Birds of Nebraska: Newspaper Accounts, 1854-1923

Editor [possibly Miles Greenleaf]. May 15, 1921. A Welcome Comedian [Red-headed Woodpecker]. Omaha Sunday World-Herald 56(38=33): 6-E. A bird editorial.

A Welcome Comedian.

While birds seem to come to us directly from the Omnipotent, more directly so than almost any other manifestation of nature, it is refreshing to see that these feathered pals of human kind, floating down from the skies in their migration, often bring plenty of comedy along with their beauty and their song.

There is nothing a great deal funnier than the Red Headed Woodpecker, who has lately arrived from the south to spend the summer with us, and whom we revere as the Fred Stone of the telephone poles.

Mr. Stone is almost as musical as a Red Headed Woodpecker, certainly as agile, but by no means as beautiful.

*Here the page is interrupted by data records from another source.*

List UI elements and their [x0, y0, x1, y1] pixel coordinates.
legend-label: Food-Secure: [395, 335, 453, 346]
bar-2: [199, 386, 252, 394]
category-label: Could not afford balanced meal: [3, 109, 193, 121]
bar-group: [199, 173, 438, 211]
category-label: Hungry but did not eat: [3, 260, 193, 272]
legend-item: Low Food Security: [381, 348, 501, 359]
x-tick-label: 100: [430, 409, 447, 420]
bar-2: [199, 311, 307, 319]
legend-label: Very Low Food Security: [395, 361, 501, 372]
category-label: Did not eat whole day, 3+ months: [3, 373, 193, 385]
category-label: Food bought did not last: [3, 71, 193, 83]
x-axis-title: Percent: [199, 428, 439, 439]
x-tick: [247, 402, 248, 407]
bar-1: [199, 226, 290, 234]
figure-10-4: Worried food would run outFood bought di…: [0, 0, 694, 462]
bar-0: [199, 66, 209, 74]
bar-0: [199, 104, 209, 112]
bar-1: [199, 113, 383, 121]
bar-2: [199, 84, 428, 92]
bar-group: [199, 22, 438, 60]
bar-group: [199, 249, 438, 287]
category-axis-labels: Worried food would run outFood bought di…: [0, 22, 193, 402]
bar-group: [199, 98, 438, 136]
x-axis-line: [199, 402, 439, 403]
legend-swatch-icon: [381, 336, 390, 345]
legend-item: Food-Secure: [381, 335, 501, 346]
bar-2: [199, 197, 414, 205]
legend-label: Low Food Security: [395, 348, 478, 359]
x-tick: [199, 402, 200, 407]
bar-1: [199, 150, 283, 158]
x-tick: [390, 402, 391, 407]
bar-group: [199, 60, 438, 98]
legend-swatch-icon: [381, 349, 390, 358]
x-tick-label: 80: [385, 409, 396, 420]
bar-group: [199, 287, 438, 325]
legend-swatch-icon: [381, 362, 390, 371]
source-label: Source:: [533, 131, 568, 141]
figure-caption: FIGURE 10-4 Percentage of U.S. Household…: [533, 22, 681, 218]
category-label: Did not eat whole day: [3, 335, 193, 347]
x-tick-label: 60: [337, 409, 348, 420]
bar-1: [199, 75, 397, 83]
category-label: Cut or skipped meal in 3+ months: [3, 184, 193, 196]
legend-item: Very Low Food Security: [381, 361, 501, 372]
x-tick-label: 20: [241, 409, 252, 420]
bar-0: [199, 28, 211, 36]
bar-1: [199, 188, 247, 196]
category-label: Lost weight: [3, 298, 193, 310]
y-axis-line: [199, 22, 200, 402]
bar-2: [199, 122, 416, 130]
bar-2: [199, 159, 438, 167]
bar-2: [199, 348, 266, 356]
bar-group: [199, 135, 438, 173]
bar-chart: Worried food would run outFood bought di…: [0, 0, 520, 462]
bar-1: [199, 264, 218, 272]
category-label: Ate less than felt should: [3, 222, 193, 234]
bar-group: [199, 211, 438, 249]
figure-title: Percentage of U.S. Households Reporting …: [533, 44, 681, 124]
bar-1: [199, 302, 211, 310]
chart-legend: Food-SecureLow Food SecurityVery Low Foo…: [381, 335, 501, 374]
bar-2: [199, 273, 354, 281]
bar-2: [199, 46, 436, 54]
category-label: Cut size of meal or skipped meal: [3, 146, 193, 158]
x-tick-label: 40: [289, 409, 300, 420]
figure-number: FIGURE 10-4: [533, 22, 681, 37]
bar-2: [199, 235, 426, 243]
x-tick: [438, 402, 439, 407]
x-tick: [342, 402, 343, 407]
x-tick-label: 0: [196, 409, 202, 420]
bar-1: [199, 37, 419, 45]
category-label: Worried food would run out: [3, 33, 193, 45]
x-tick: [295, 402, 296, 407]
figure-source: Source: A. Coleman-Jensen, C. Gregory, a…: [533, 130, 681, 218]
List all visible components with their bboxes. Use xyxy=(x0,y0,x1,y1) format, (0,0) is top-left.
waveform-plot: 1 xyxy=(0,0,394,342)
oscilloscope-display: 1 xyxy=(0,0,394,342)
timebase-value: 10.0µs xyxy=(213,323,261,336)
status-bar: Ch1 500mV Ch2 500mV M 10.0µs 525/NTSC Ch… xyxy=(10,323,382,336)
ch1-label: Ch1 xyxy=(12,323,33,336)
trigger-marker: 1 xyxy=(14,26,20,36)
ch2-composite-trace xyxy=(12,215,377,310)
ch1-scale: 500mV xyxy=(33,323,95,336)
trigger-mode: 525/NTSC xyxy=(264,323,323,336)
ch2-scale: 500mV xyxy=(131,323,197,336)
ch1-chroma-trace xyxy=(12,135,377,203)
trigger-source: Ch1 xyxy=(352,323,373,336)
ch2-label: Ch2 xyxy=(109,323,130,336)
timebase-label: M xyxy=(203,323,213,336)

For a really pretty fellow, this ornithological specimen labors under a great handicap, for his raucous squawks and squeaks and chucklings, even while most ardently in love, are painfully lacking in melody and remind one considerably of a coal heaver singing "Oh Promise Me" to a vestal virgin in some immaculate cathedral.

But the Red-Head is certainly funny enough to make up for his other deficiencies.

To see him cock his scarlet "bean" around the other side of a pole and watch the approach of an intruder, only to retreat hastily and take another look around the other side, a bit higher or lower in elevation, is calculated to get a laugh from anyone.

And when he sails up into the air and grabs some luscious but unfortunate bug for his hungry maw, and plants him upon the top of that pole with a squawk indicating complete satisfaction - the picture is complete.

For Mr. Red-Head, holding his meal down with both feet, surveys him and the surrounding world and heavens with a joy that we seldom experience, perhaps, and yawps out a couple of guttural croaks of pleasure, before hammering his prey into the proper size for consumption.

The Red Headed Woodpecker, scientifically speaking is one of our most useful birds, although he formerly raised the dickens with windmills before farmers began to build them of steel.

He's a gay cavalier of the skies, and his quizzical humor and acrobatics mark him as a born star of the ornithological musical comedy.